Records detail a Dec. 27 fight behind the counter at a Craig Road KFC that left an employee wounded and two defendants facing attempted murder counts.
NORTH LAS VEGAS, Nev. — A customer complaint about gravy at a KFC erupted into a stabbing behind the counter on Dec. 27, sending an employee to the hospital and ending with two men arrested nearby, according to North Las Vegas police and court filings.
The case moved quickly into court this week as judges set bail and ordered monitoring if either defendant posts bond. Police reports outline an abrupt escalation from a service dispute to violence inside the fast-food restaurant. The arrests capped a holiday weekend that kept patrol units busy across the valley. The immediate stakes now shift to whether prosecutors add or amend charges and what evidence — including any store video and the knife recovered by officers — shows about how the confrontation unfolded.
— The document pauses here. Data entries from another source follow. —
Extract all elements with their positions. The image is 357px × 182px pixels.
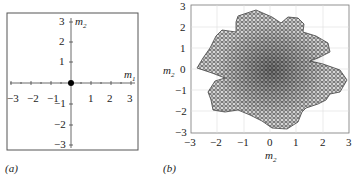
b-xtick: −1 xyxy=(237,136,249,148)
b-xtick: 3 xyxy=(346,136,352,148)
b-xlabel: m2 xyxy=(265,149,276,164)
b-ytick: 2 xyxy=(180,21,186,33)
b-xtick: 2 xyxy=(320,136,326,148)
b-ytick: 3 xyxy=(180,0,186,12)
b-xtick: −2 xyxy=(210,136,222,148)
b-xtick: 0 xyxy=(267,136,273,148)
b-xtick: −3 xyxy=(184,136,196,148)
b-ytick: −1 xyxy=(175,84,187,96)
b-ytick: 0 xyxy=(180,63,186,75)
b-ylabel: m2 xyxy=(163,64,174,79)
b-ytick: 1 xyxy=(180,42,186,54)
b-ytick: −2 xyxy=(175,105,187,117)
b-xtick: 1 xyxy=(293,136,299,148)
panel-b-label: (b) xyxy=(163,162,176,174)
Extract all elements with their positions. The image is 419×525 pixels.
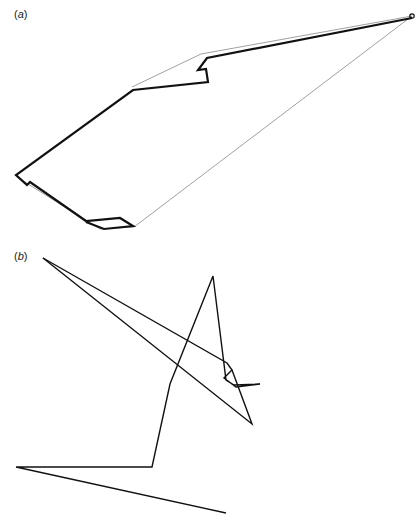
panel-b-path [16,258,260,513]
panel-b [16,258,260,513]
panel-a-thick-path [16,18,412,229]
panel-a [16,14,414,229]
diagram-canvas [0,0,419,525]
panel-a-thin-path [16,16,412,229]
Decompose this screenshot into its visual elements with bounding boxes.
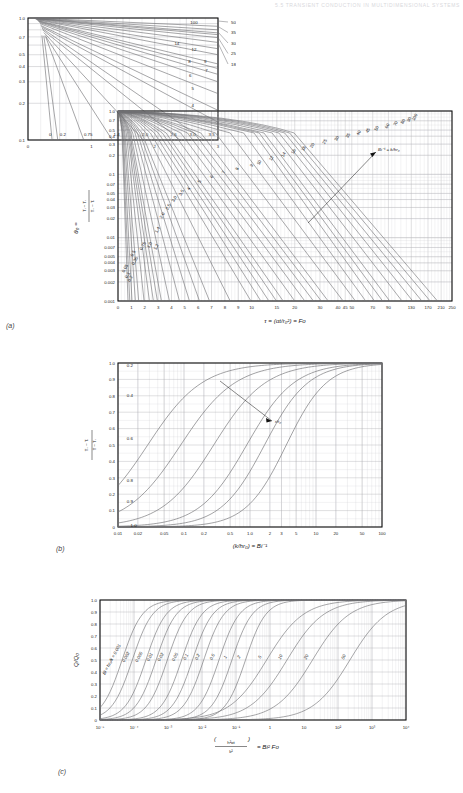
axis-text: 0.8 [109,394,116,399]
axis-text: 5 [184,305,187,310]
curve-label: 0.5 [209,653,217,661]
curve-label: 8 [188,59,191,64]
axis-text: 0.5 [109,128,116,133]
axis-text: 0.6 [91,646,98,651]
axis-text: 0.04 [107,197,116,202]
curve-label: 30 [231,41,236,46]
axis-text: 0.2 [109,153,116,158]
panel-a-label: (a) [6,322,15,329]
curve-label: 14 [280,151,287,158]
axis-text: 0.003 [104,268,115,273]
axis-text: 0 [27,144,30,149]
axis-text: 10² [335,725,342,730]
axis-text: 170 [424,305,432,310]
panel-c-curve [100,605,406,720]
panel-a-curve [118,111,389,301]
axis-text: 0 [95,718,98,723]
leader-line [218,21,228,22]
axis-text: 70 [370,305,375,310]
curve-label: 35 [231,30,236,35]
axis-text: 0.07 [107,182,116,187]
axis-text: 0.5 [19,52,26,57]
curve-label: 50 [340,653,347,660]
axis-text: 9 [237,305,240,310]
curve-label: 2.5 [164,202,172,210]
axis-text: 0.3 [91,682,98,687]
curve-label: 35 [345,132,352,139]
annotation-r-over-r0: r/r₀ [275,419,281,424]
axis-text: 6 [197,305,200,310]
axis-text: 5 [295,531,298,536]
x-axis-title: τ = (αt/r₀²) = Fo [264,317,306,324]
curve-label: 1 [222,654,228,659]
curve-label: 10 [256,159,263,166]
axis-text: 1.0 [109,361,116,366]
axis-text: 3 [280,531,283,536]
axis-text: 20 [333,531,338,536]
axis-text: 2 [269,531,272,536]
curve-label: 1.0 [131,523,138,528]
axis-text: 0 [117,305,120,310]
panel-c-curve [100,600,406,708]
y-axis-title: T₀ − TᵢTᵢ − Tᵢθ₀ = [72,190,95,234]
curve-label: 5 [257,654,263,659]
axis-text: 0.5 [91,658,98,663]
axis-text: 0.5 [109,443,116,448]
axis-text: 1 [130,305,133,310]
curve-label: 0.01 [145,651,154,661]
curve-label: 50 [373,124,380,131]
x-axis-title: h²αtk²()= Bi² Fo [214,735,279,754]
axis-text: 250 [448,305,456,310]
panel-b-label: (b) [56,545,65,552]
curve-label: 0.8 [127,478,134,483]
axis-text: 1.0 [247,531,254,536]
chart-panel-c-heat-loss: 00.10.20.30.40.50.60.70.80.91.010⁻⁵10⁻⁴1… [58,592,428,772]
panel-c-label: (c) [58,768,66,775]
axis-text: 0.8 [91,622,98,627]
axis-text: = Bi² Fo [257,743,279,750]
panel-a-curve [118,111,422,301]
axis-text: 20 [292,305,297,310]
curve-label: 14 [174,41,179,46]
curve-label: 6 [189,73,192,78]
panel-a-curve [118,111,230,301]
axis-text: 0.1 [181,531,188,536]
curve-label: 5 [197,179,203,184]
curve-label: 30 [333,135,340,142]
chart-panel-b-temperature-distribution: 00.10.20.30.40.50.60.70.80.91.00.010.020… [70,355,400,555]
curve-label: 16 [290,148,297,155]
figure-heisler-sphere-charts: 5.5 TRANSIENT CONDUCTION IN MULTIDIMENSI… [0,0,463,793]
axis-text: ( [214,735,217,742]
panel-a-curve [118,111,343,301]
axis-text: 10³ [369,725,376,730]
axis-text: 10⁻³ [164,725,173,730]
axis-text: 0.001 [104,299,115,304]
axis-text: 0.4 [19,64,26,69]
x-axis-title: (k/hr₀) = Bi⁻¹ [233,542,268,549]
curve-label: 50 [231,20,236,25]
axis-text: 0.1 [19,138,26,143]
axis-text: 30 [318,305,323,310]
panel-a-curve [118,111,402,301]
axis-text: 0.9 [91,610,98,615]
axis-text: 50 [349,305,354,310]
y-axis-title: Q/Q₀ [72,653,79,667]
axis-text: 0.02 [134,531,143,536]
axis-text: 0.007 [104,245,115,250]
curve-label: 1.2 [152,242,160,250]
axis-text: 0.9 [109,377,116,382]
curve-label: Bi = hr₀/k = 0.001 [101,643,122,676]
axis-text: T₀ − Tᵢ [84,438,89,451]
leader-line [218,43,228,64]
axis-text: k² [229,749,233,754]
curve-label: 25 [231,51,236,56]
axis-text: 45 [343,305,348,310]
curve-label: 0.2 [127,363,134,368]
axis-text: 0.3 [19,79,26,84]
axis-text: T − Tᵢ [92,439,97,450]
axis-text: 0.01 [114,531,123,536]
axis-text: T₀ − Tᵢ [90,199,95,212]
axis-text: 10 [249,305,254,310]
axis-text: 0.5 [227,531,234,536]
axis-text: ) [247,735,250,742]
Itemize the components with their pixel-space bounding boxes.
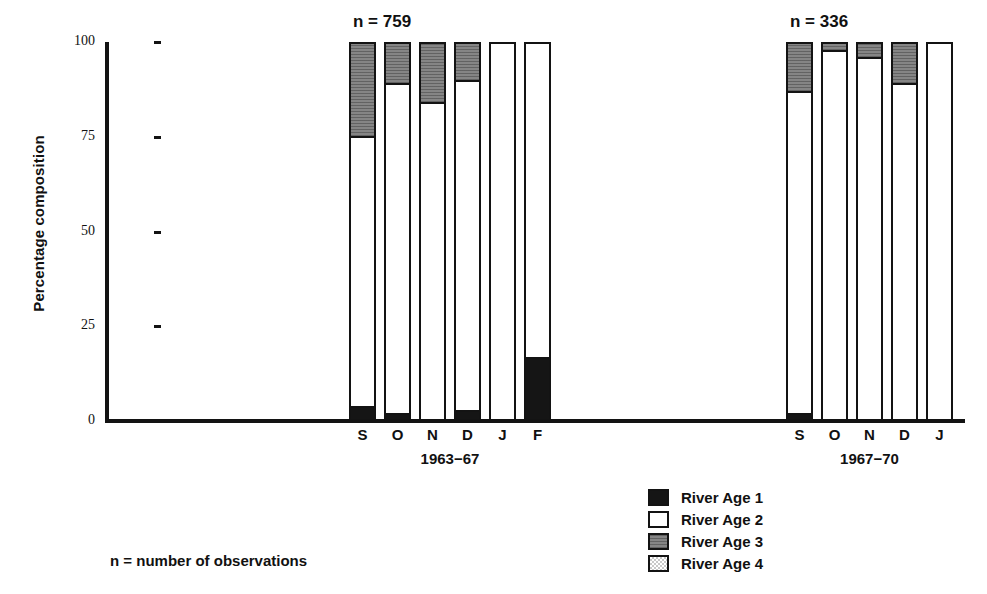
stacked-bar [349, 42, 376, 421]
legend-item: River Age 4 [648, 553, 763, 573]
footnote: n = number of observations [110, 552, 307, 569]
bar-segment [351, 408, 374, 419]
x-axis-group-title: 1963−67 [370, 450, 530, 467]
y-tick-mark [154, 136, 161, 139]
bar-segment [788, 415, 811, 419]
sample-size-annotation: n = 759 [353, 12, 411, 32]
bar-column [786, 42, 813, 421]
legend-item-label: River Age 2 [681, 511, 763, 528]
legend-item-label: River Age 1 [681, 489, 763, 506]
y-tick-label: 100 [55, 34, 95, 48]
stacked-bar [926, 42, 953, 421]
bar-segment [386, 415, 409, 419]
bar-segment [858, 44, 881, 59]
bar-segment [491, 44, 514, 419]
stacked-bar [454, 42, 481, 421]
bar-segment [858, 59, 881, 419]
bar-segment [928, 44, 951, 419]
bar-column [891, 42, 918, 421]
bar-segment [788, 44, 811, 93]
bar-segment [893, 44, 916, 85]
bar-segment [456, 82, 479, 412]
stacked-bar [856, 42, 883, 421]
x-axis-month-label: S [346, 426, 380, 443]
x-axis-month-label: N [853, 426, 887, 443]
bar-column [454, 42, 481, 421]
x-axis-month-label: J [486, 426, 520, 443]
stacked-bar [891, 42, 918, 421]
legend-item: River Age 3 [648, 531, 763, 551]
x-axis-group-title: 1967−70 [790, 450, 950, 467]
y-axis-title: Percentage composition [30, 94, 47, 354]
legend-swatch-icon [648, 489, 669, 506]
bar-segment [386, 44, 409, 85]
legend-swatch-icon [648, 555, 669, 572]
bar-segment [456, 44, 479, 82]
stacked-bar [384, 42, 411, 421]
legend: River Age 1River Age 2River Age 3River A… [648, 487, 763, 575]
stacked-bar [821, 42, 848, 421]
bar-column [419, 42, 446, 421]
x-axis-month-label: J [923, 426, 957, 443]
bar-column [489, 42, 516, 421]
x-axis-month-label: D [451, 426, 485, 443]
y-tick-label: 0 [55, 413, 95, 427]
bar-column [524, 42, 551, 421]
x-axis-month-label: O [818, 426, 852, 443]
sample-size-annotation: n = 336 [790, 12, 848, 32]
bar-segment [421, 44, 444, 104]
y-tick-mark [154, 420, 161, 423]
bar-segment [526, 44, 549, 359]
bar-segment [456, 412, 479, 420]
y-tick-label: 25 [55, 318, 95, 332]
bar-column [349, 42, 376, 421]
legend-item-label: River Age 4 [681, 555, 763, 572]
x-axis-month-label: F [521, 426, 555, 443]
stacked-bar [524, 42, 551, 421]
x-axis-month-label: O [381, 426, 415, 443]
x-axis-month-label: S [783, 426, 817, 443]
bar-segment [823, 52, 846, 420]
legend-swatch-icon [648, 533, 669, 550]
legend-item-label: River Age 3 [681, 533, 763, 550]
bar-column [384, 42, 411, 421]
y-tick-mark [154, 325, 161, 328]
bar-segment [351, 138, 374, 408]
bar-segment [893, 85, 916, 419]
bar-segment [526, 359, 549, 419]
stacked-bar [489, 42, 516, 421]
y-tick-label: 50 [55, 224, 95, 238]
bar-segment [386, 85, 409, 415]
chart-figure: 1007550250 Percentage composition SONDJF… [0, 0, 987, 594]
bar-column [926, 42, 953, 421]
y-tick-mark [154, 231, 161, 234]
bar-segment [351, 44, 374, 138]
y-axis-line [105, 42, 109, 423]
legend-item: River Age 2 [648, 509, 763, 529]
x-axis-month-label: D [888, 426, 922, 443]
legend-swatch-icon [648, 511, 669, 528]
y-tick-label: 75 [55, 129, 95, 143]
y-tick-mark [154, 41, 161, 44]
bar-column [821, 42, 848, 421]
x-axis-month-label: N [416, 426, 450, 443]
bar-segment [823, 44, 846, 52]
bar-column [856, 42, 883, 421]
bar-segment [788, 93, 811, 416]
stacked-bar [786, 42, 813, 421]
legend-item: River Age 1 [648, 487, 763, 507]
bar-segment [421, 104, 444, 419]
stacked-bar [419, 42, 446, 421]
Arrest paperwork identifies the suspects as Gerald Carter, 32, and James Carter, 48. Officers wrote that the argument began at the counter and “went to the back” after the customer demanded to speak with a manager. During the struggle that followed, an employee suffered a stab wound. Responding units found the two men walking away from the restaurant and detained them without further incident. Officers noted they recovered a large knife from Gerald Carter’s pocket. In a recorded statement summarized in reports, Gerald Carter admitted fighting with an employee but denied stabbing the person. Police routed the victim for treatment. Officials did not immediately disclose the hospital or release a detailed condition update.
In a Tuesday hearing, North Las Vegas Justice Court Judge Jonathan Cooper set bail at $100,000 for Gerald Carter and $10,000 for James Carter, adding ankle-monitor conditions if either is released. Both men face charges of attempted murder with a deadly weapon. Jail logs listed them as still in custody after the hearing. Investigators did not immediately say whether they recovered additional weapons or collected blood evidence from the back-of-house workspace where the fight occurred. Witness statements referenced by police describe a brief, chaotic scene in the kitchen area as workers tried to separate the group.
The stretch of Craig Road that includes the KFC is a steady commercial corridor where restaurants pack lunchtime drive-thru lanes and parking lots back up to side streets. In recent years, police agencies across Southern Nevada have documented a rise in service-counter confrontations that spill past the register, especially during peak hours. Standard chain-restaurant policy warns customers not to enter food-prep areas and directs employees to disengage and notify management when tempers flare. The Dec. 27 case fits that pattern: a targeted argument over an order, a step into employee-only space and a rapid escalation that required police, according to the arrest narrative. The court file did not include a corporate statement from KFC as of midweek.
Next in the process, prosecutors are expected to decide how to proceed on the felony counts and whether to seek a grand jury presentation. A status check will set the schedule for a preliminary hearing, when a judge hears testimony to determine probable cause. Defense lawyers can request bail reviews, present release plans, or challenge evidence collection, including the seizure of the knife and any statements taken in the field. Discovery — reports, body-worn camera footage and any surveillance video from inside the restaurant — typically becomes available to both sides after the initial court settings. No future hearing dates were posted in the public docket by press time.
By midweek, the restaurant had resumed regular operations. Nearby shop workers said patrol cars ringed the building for several hours after the stabbing while detectives interviewed employees and canvassed for video. Daytime traffic flowed as normal on Craig Road, where holiday banners still hung from light poles. A manager at a neighboring business said staff spent the next day fielding questions from customers who had seen police activity, but that the block returned to routine quickly.
Both defendants remained jailed as of Wednesday morning while prosecutors reviewed reports. The court is expected to set the case for an early-January hearing, the next public milestone in a prosecution that began with a dispute over a side item and now centers on felony allegations.
Author note: Last updated December 31, 2025.